Trunkline LNG approved to start vaporization, NGL recovery

March 15, 2010
Southern Union Co. subsidiary Trunkline LNG has received approval to start up new vaporizers and NGL extraction at its LNG terminal at Lake Charles, La.

Warren R. True
Chief Technology Editor-LNG/Gas Processing

HOUSTON, Mar. 15 -- Southern Union Co. subsidiary Trunkline LNG has received approval to start up new vaporizers and NGL extraction at its LNG terminal at Lake Charles, La.

Four ambient-air vaporizers and an NGL plant comprise Trunkline’s Infrastructure Enhancement Project, approval for which Southern Union received in December 2006 from the US Federal Energy Regulatory Commission. It is only the second US use of that vaporization technology, after Freeport LNG’s seven trains on Quintana Island, Tex.

Trunkline’s NGL recovery operation, on the other hand, is the first installed in North America and aims to widen the heating-value range of cargoes the terminal can accommodate. The sole customer at the South Louisiana terminal is BG LNG Services, which will own all liquids from the recovery operation and to which the terminal is fully contracted through 2030.

Southern Union said in its announcement that the project cost about $430 million, excluding capitalized interest, and is expected to generate operating income of $55-60 million/year.

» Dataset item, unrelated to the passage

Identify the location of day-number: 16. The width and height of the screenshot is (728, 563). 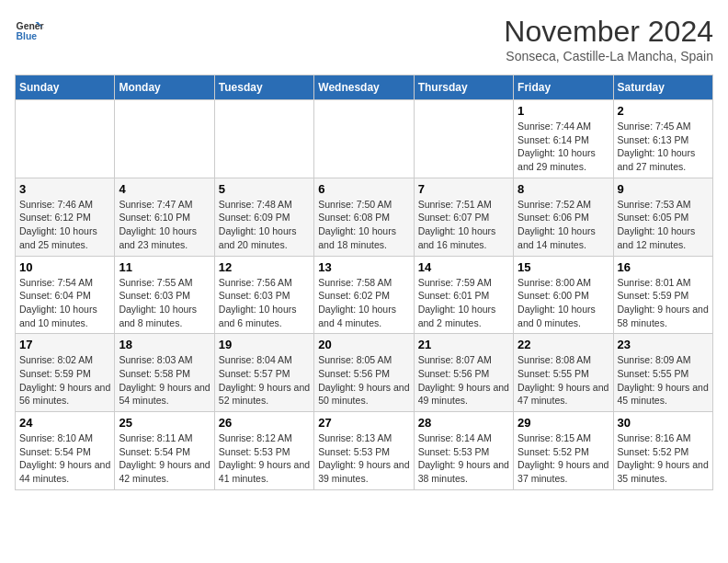
(664, 267).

In its initial March 2006 FERC application and its July 2006 amended application, Southern Union estimated total capital cost of about $244 million, excluding allowance for funds used during construction (AFUDC), but total capital cost would reach nearly $274 million.

What’s new
Southern Union told OGJ that Trunkline’s four new vaporizers are now the primary vaporizers, with the 14 existing submerged combustion vaporizers retained for when the weather prevents use of the ambient-air technology. Freeport LNG has similar back up vaporization available.

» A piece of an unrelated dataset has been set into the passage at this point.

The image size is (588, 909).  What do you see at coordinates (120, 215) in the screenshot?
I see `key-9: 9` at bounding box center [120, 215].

Using the surrounding air temperature to regasify LNG permits the terminal to “reduce the amount of fuel that would typically be used” by existing SCVs. The technology is often cited as more environmentally benign than SCV because it doesn’t burn a hydrocarbon fuel to heat water to render LNG back into natural gas.

Trunkline has installed the “LNG Smart” vaporization process licensed by Mustang Engineering, Houston. Installing NGL processing permits extraction of a C2+ stream for BG LNG.

According to the 2006 FERC documents, Trunkline’s NGL processing can extract liquids from about half the terminal’s daily sendout volumes before the residue gas is sent to pipeline for delivery to downstream markets. Current sustained sendout capacity for the terminal is 1.8 bcfd; peak capacity is 2.1 bcfd.

The application stated design of the processing would allow for a second NGL recovery train at an unspecified later date. The document also listed the make-up of the single train, designed with an inlet capacity of 1.184 bcfd and out of 1.05 bcfd:

• Two propylene glycol heaters (150 MMbtu/hr each).

• Glycol storage and circulation.

• One NGL recovery unit.

• Two parallel 12-in., 1,160-ft pipelines to move an ethane and C3+ stream to metering.

Also part of IEP is construction of an NGL product meter station downstream of the recovery operation, expansion of existing electric substation, and two 16.4-mile takeaway pipelines consisting of a 12-in. C2 line and an 8-in. C3+ line.

The metering and everything downstream of it, according to the 2006 FERC document, will be operated by BG LNG under contract with PetroLogistics Olefins LLC, Houston, which operates storage at Sulfur, La.

Contact Warren R. True at [email protected].